In Ephesians 2, the apostle Paul writes, “In Him you also are being built together into a dwelling place for God by the Spirit.” The believers are the "building." How important is the church to Jesus? Paul says, "Christ loved the church and gave Himself up for her." Jesus established (and continues to build) local communities led by qualified men called “elders” (1 Timothy 3; Titus 1) and bearing the marks of that true church as Scriptures describes. Among these marks is God-centered, Christ-exalting worship that believers need in order to "live."
This local covenant community of believers forms a structure that (unlike those made with human hands) has stood and will stand forever, filled with the presence of God and offering Christians the support they need to know God better and get through life. Jesus intended the Christian life to be lived in this way. And as a result, we cannot truly “live” apart from what He established.
This runs contrary to what many people think or say today. These days, even many professing Christians believe that public worship (often referred to as "going to church") is unnecessary. The assumption is that being a Christian is basically an individual thing, and so you don’t need to attend a weekly religious service or be part of a local community of believers with the organization that the New Testament describes.

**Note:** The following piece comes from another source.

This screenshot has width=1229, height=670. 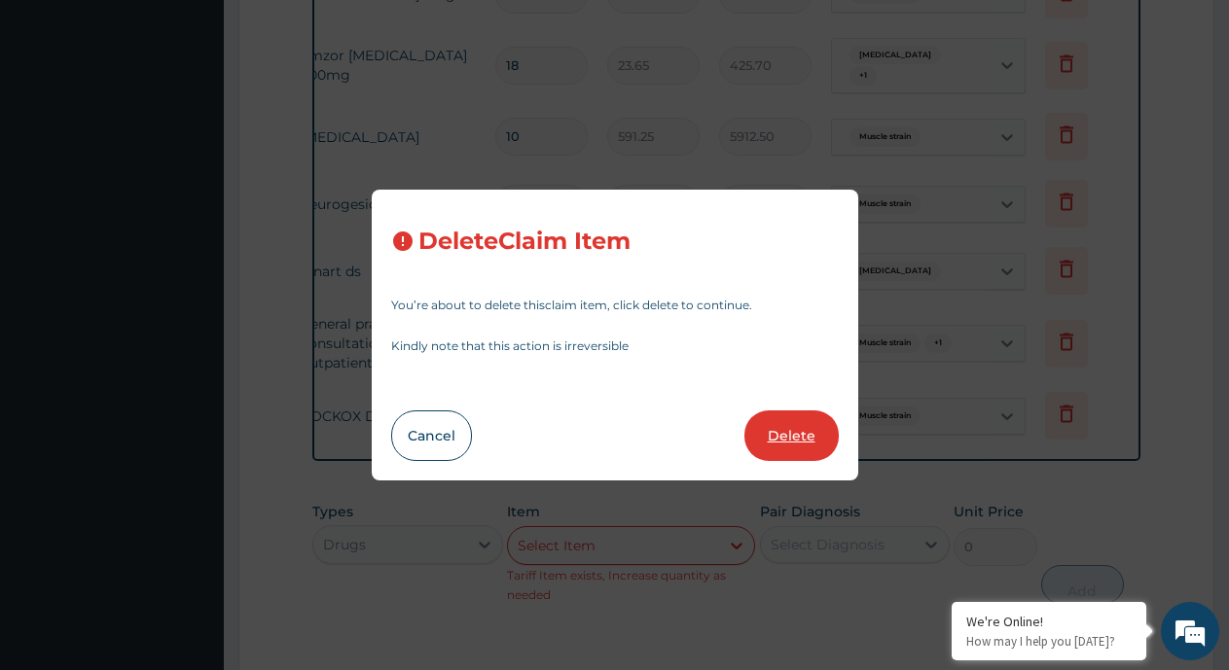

However, while it is true that these things don’t "make you a Christian," Jesus established them because they are part of God's plan and necessary for significant spiritual growth. In other words, they are essential for abundant "life" in Christ. As believers come together to worship God (through the preaching and reading of God’s Word, praying, singing, confessing sin, giving tithes and offerings, proclaiming aloud together the things we believe, and through the receiving of the Lord’s Supper and baptism), Jesus works in us and transforms us in a way that we simply cannot get on our own.
So yes, we need to "go to church," although it's important to understand that the Bible doesn’t describe “church” as just the worship service, much less the brick and mortar structures that people call "churches." When we see the word “church” in the Bible, the word meant “public assembly.” Jesus then added to the meaning by using the word to describe the covenant community He was establishing and the structure He gave for that community.
In Ephesians 2, the apostle Paul writes, “In Him you also are being built together into a dwelling place for God by the Spirit.” The believers are the "building." How important is the church to Jesus? Paul says, "Christ loved the church and gave Himself up for her." Jesus established (and continues to build) local communities led by qualified men called “elders” (1 Timothy 3; Titus 1) and bearing the marks of that true church as Scriptures describes. Among these marks is God-centered, Christ-exalting worship that believers need in order to "live."
This local covenant community of believers forms a structure that (unlike those made with human hands) has stood and will stand forever, filled with the presence of God and offering Christians the support they need to know God better and get through life. Jesus intended the Christian life to be lived in this way. And as a result, we cannot truly “live” apart from what He established.